他告诉我,他为爱妻无数次地默默祈祷,无数次地无语问苍天:为什么我们发愿以慈悲为怀去解救受困于牢狱之灾的灵魂,我们自身却受到家破人亡的困境?我们弘扬佛法传递福音,可是福祉为什么离我们那么遥远?
太太给出的答案是:世间上比我们的境遇更糟的人比比皆是。但愿我们承受的苦难可以用来减轻世间一些苦痛。
“巧嫦把自己的苦置诸道外令我钦佩。没有她就没有我们三十年持之以恒到监狱传播福音的功业。”谭先生在最后一次与我通话时说道。
福至心田
也许我在开篇就说,这个世界上有一位叫谭巧嫦的女士,在一连串的苦难中选择了以一颗慈悲与包容的心去关爱他人,是否有“心灵鸡汤”之嫌?然而,此刻我再说,谭巧嫦在病榻上告诉自己的先生,如果她能好转,她会继续去监狱传递“佛法福音”,让更多的法友看到生命之光,蜕变为有益于这个世界的“更新人”,是否已不是神话?
2021 年 9 月,刚刚做完化疗的谭巧嫦,听说他们用佛教关怀访视了二十多年的法友出狱,便提出要与先生谭瑞钦专程去北加州监狱迎接这位更新人出狱。一位他们用佛教关怀访视了二十多年的法友出狱。因为她知道许多法友在监狱里呆久了,疏于跟往昔的亲朋好友联络,走出监狱的第一感觉对他们重拾回归社会的信心很重要。她要在这名“更新人”走出监狱大门的时候,能看到有人拿着鲜花祝贺他的重生。
然而,对于一位癌症患者来说,这意味着来回开车十几个小时的颠簸。由于加州幅员辽阔,高速公路多为攀缘于高山、沙漠、峡谷之间,所以这趟行程对于谭巧嫦无疑是一次身体上的考验。
也许,她的这个决定对许多人来说是不可思议,但是我亲眼目睹过她与“更新人”之间的感情,理解那道看不见的精神纽带——
那时她已身患绝症,身上带着装排泄物的“便袋”,在菩萨寺举办的嘉华年会上,她拿着麦克风介绍着出席这次活动的三位“更新人”。那天三位不同族裔的中年男人上台讲述了他们入狱前的胡作非为和入狱后的不良行为,坦言直到遇见了菩萨寺的义工们到狱中帮助他们,为他们送来英语版的佛教书籍,让他们在静修的过程中懂得了什么是忍让,才沉下心来反思自己的过往;不再将一切错误都推给社会,决心痛改前非。

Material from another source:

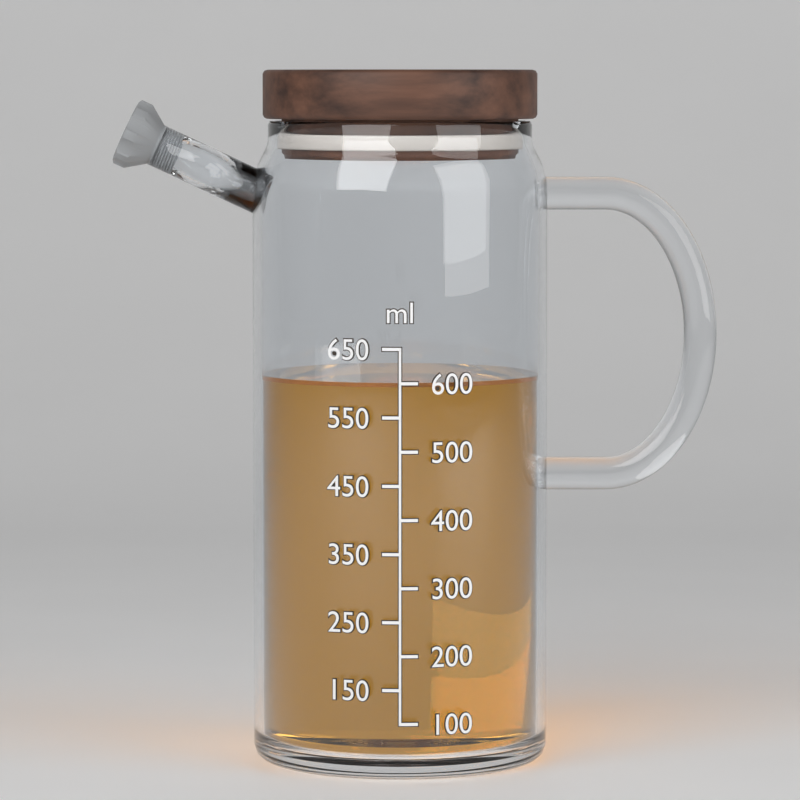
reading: 600 ml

三人中有一位是有着一半华裔血统的菲律宾裔美国人,他声泪俱下地讲述了自己是如何从无期徒刑减刑到二十二年,又减刑到十六年出狱的心路历程——他因帮派打架斗殴入狱,在监狱里也以打架闻名。自从他参加了菩萨寺定期回访的禅修课程,他在即将动怒时都会告诫自己:“When conflict and adversity arise, always preserve a spacious heart.”那是谭师姐送来的有英语和日语翻译的释证严法师写的《静思语》一书中的一句话:逆境、是非来临,心中要持一“宽”字。他渐渐地变得平心静气,不再怨天尤人,而是在监狱里修大学的课程。现在他不但提前出狱,而且得到了一家大学的入学通知书……

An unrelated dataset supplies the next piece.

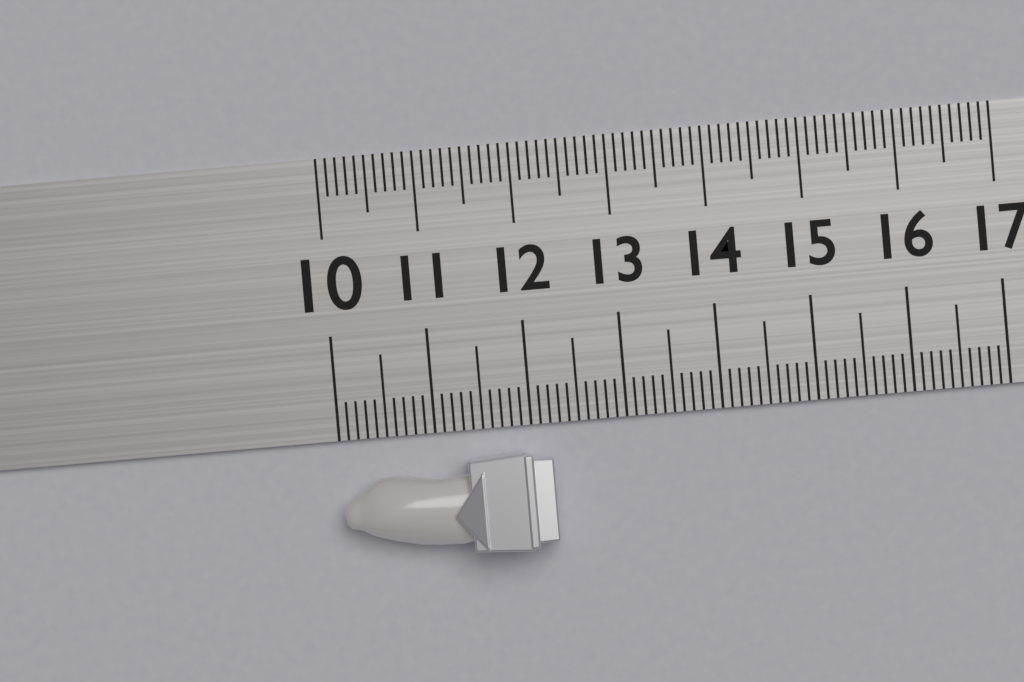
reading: 12.2 (no unit)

坐在嘉宾席里的我,面对站在讲台上那三张布满沧桑的面孔却如暖阳一般地投洒在我心头的时候,我在想:是什么样的人格力量,才能促使三名人到中年的男人,在几百位陌生人的面前讲述自己不堪的过往?就在这时,我看到谭巧嫦像母亲拥抱儿子一般地,将一位沉浸在自己往事中无法自拔的“更生人”搂在怀里,直到他安静下来才带他走到台下。
是的,没有什么可以阻挡住谭巧嫦发愿“虚空有尽,我愿无穷”的自勉。
2021年的金秋九月,她终于站在北加州监狱的大门外,陪同这位“更新人”八十五岁的老妈妈,一起迎接从监狱里走出来的“更新人”。当我看到那一瞬间的照片时,我被四张阳光灿烂的笑脸深深地感动:如果这位“更新人”从监狱大门走出来的那一刻,看到的是老母亲孤零零站在门外,他能笑得起来吗?如果不是谭巧嫦,还有人会在病入膏肓的时候想到他人的感受吗?
写到这里,我已觉得自己词亏句穷,因为我意识到像谭巧嫦这样的女性,即使用“高尚”和“伟大”的词汇,都不足以解读她的精神世界。那么就用她的话说:虚空有尽,我愿无穷。借此将“福天下”理念作为一个解读——谭巧嫦,她的英文名字叫Shirley Tam。